When Reasoning Meets Information Aggregation: A Case Study with Sports Narratives
Yebowen Hu, Kaiqiang Song, Sangwoo Cho, Xiaoyang Wang, Wenlin Yao, Hassan Foroosh, Dong Yu, Fei Liu
TL;DR
This work probes how large language models aggregate information to support analytical reasoning over longitudinal data, using sports narratives as a controlled testbed. It introduces SportsGen to synthesize diverse, controllable game narratives and evaluates reasoning with divide-and-conquer strategies (Player-Centric and Batch-Centric), plus the new Discounted Cumulative Accuracy metric to account for near-correct predictions. Key findings show that even strong models like GPT-4o can struggle with precise point aggregation, with performance highly sensitive to narrative density, complexity, and domain terminology; symbolic-context tests reveal continued reliance on natural-language cues. The work provides a practical benchmark and methodological framework for assessing and improving LLM reasoning in structured, data-rich narratives with real-world impact for longitudinal decision-making tasks.
Abstract
Reasoning is most powerful when an LLM accurately aggregates relevant information.

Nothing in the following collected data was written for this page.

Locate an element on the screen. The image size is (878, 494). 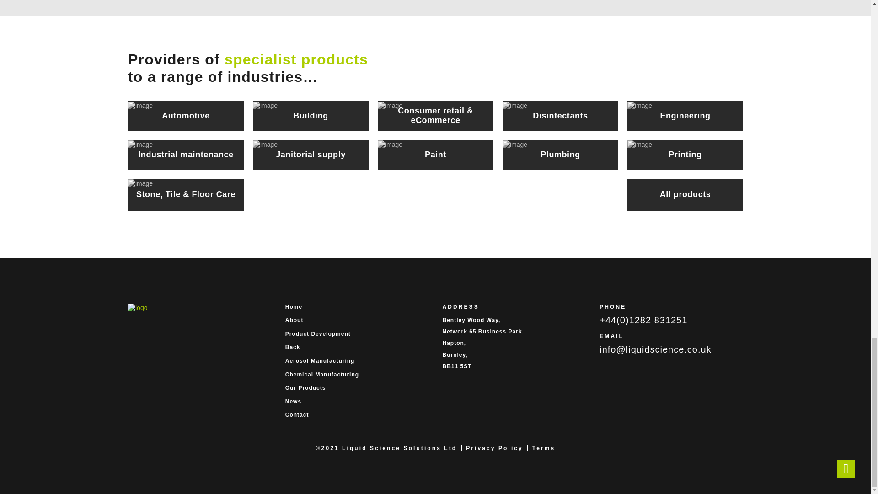
Industrial maintenance is located at coordinates (186, 154).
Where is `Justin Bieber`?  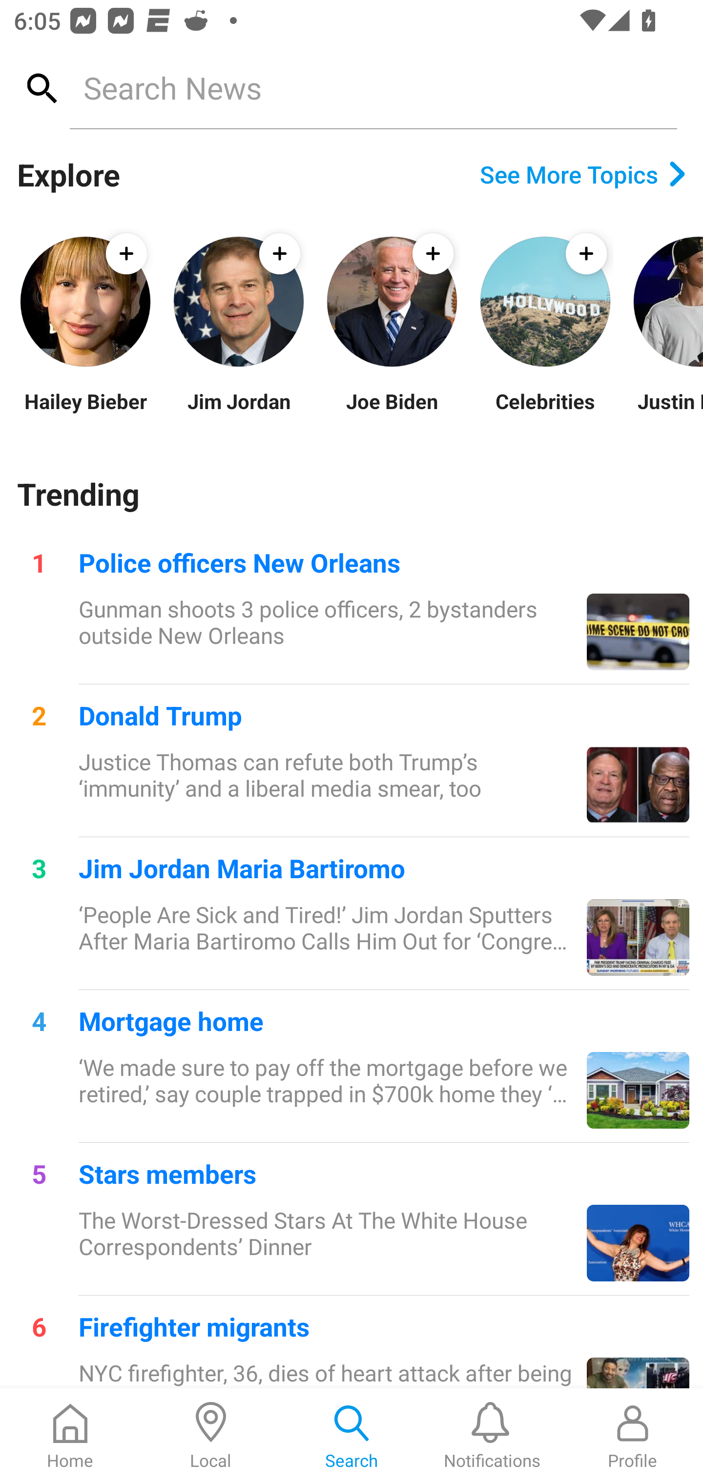 Justin Bieber is located at coordinates (666, 413).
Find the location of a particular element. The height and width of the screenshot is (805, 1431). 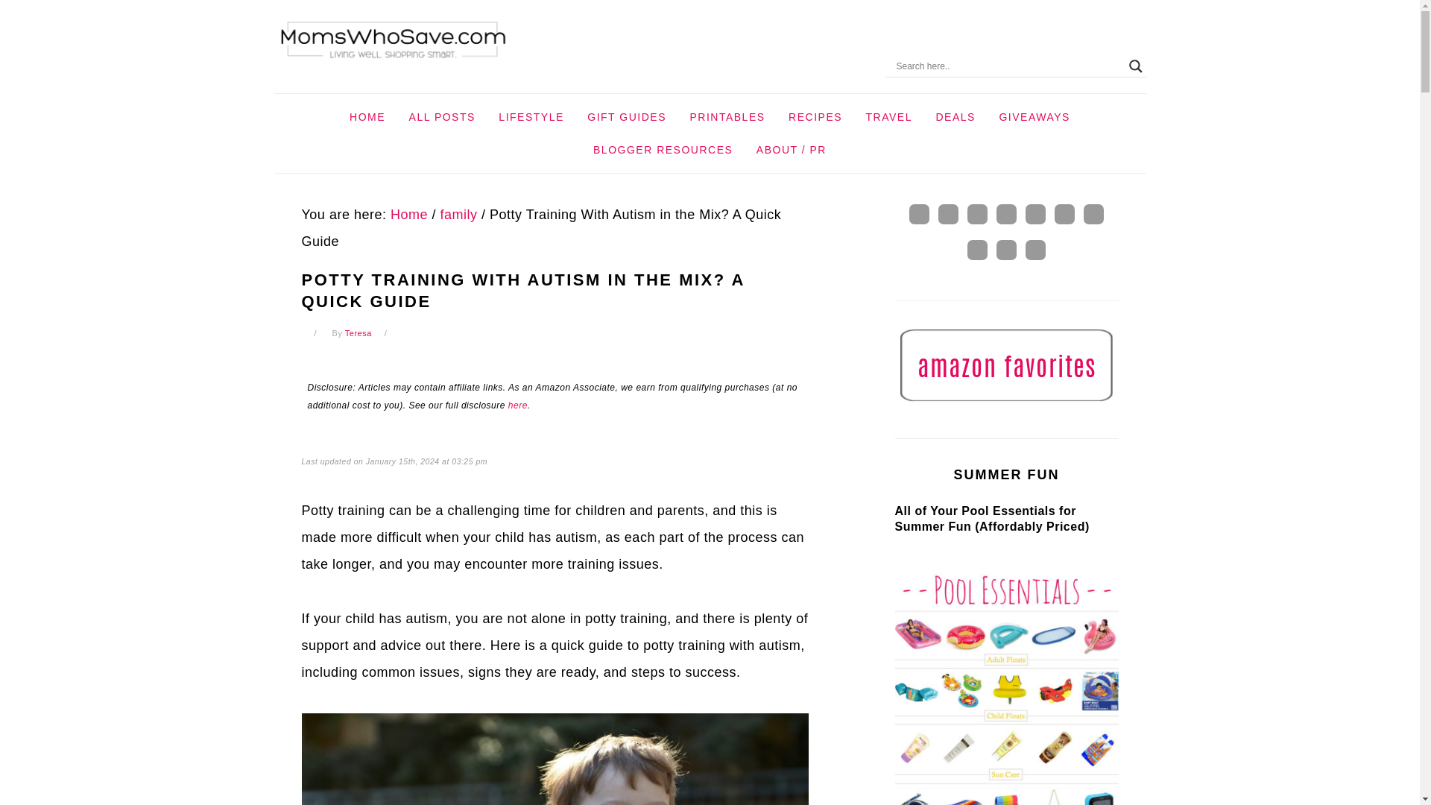

RECIPES is located at coordinates (814, 117).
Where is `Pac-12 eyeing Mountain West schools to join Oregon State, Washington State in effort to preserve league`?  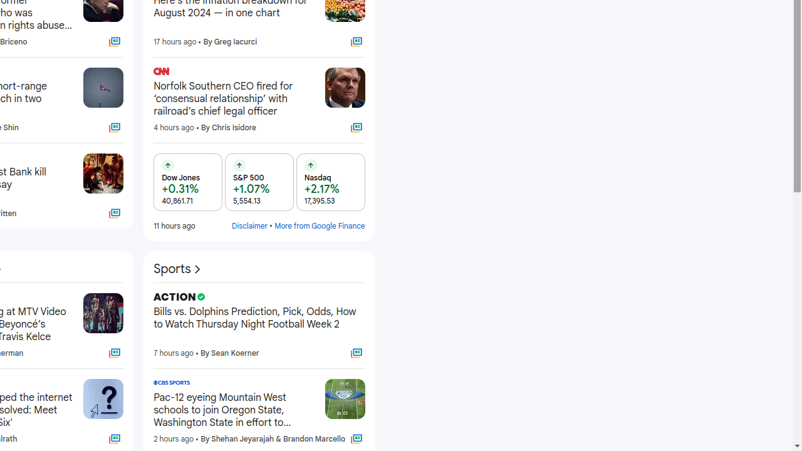 Pac-12 eyeing Mountain West schools to join Oregon State, Washington State in effort to preserve league is located at coordinates (234, 411).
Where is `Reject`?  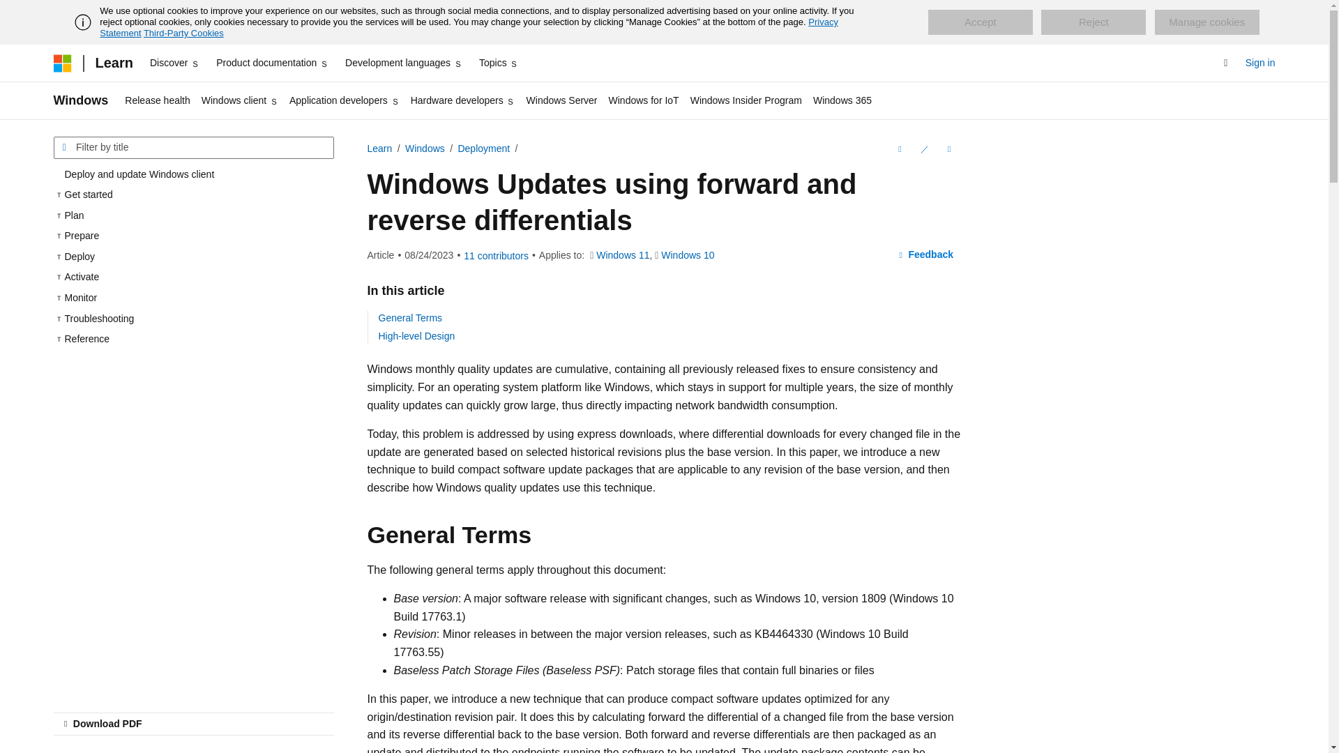 Reject is located at coordinates (1093, 22).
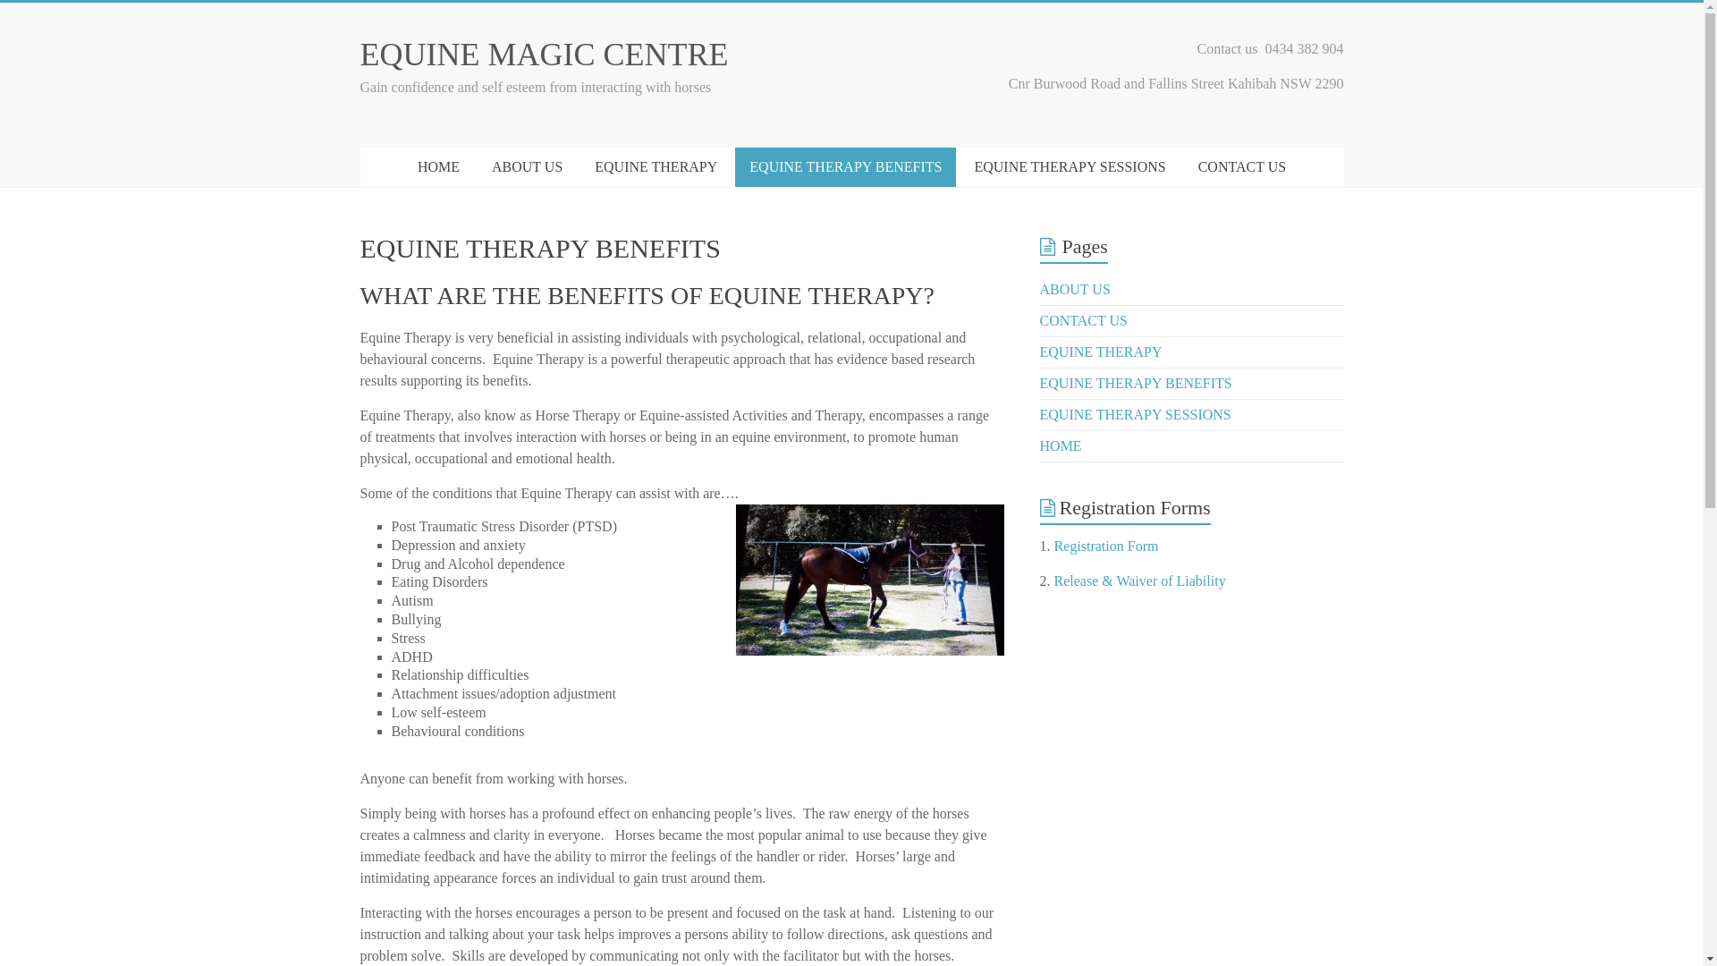 The height and width of the screenshot is (966, 1717). I want to click on EQUINE THERAPY, so click(656, 167).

We examine the critical role of information aggregation in reasoning by requiring the LLM to analyze sports narratives. To succeed at this task, an LLM must infer points from actions, identify related entities, attribute points accurately to players and teams, and compile key statistics to draw conclusions. We conduct comprehensive experiments with real NBA basketball data and present SportsGen, a new method to synthesize game narratives. By synthesizing data, we can rigorously evaluate LLMs' reasoning capabilities under complex scenarios with varying narrative lengths and density of information. Our findings show that most models, including GPT-4o, often fail to accurately aggregate basketball scores due to frequent scoring patterns. Open-source models like Llama-3 further suffer from significant score hallucinations. Finally, the effectiveness of reasoning is influenced by narrative complexity, information density, and domain-specific terms, highlighting the challenges in analytical reasoning tasks.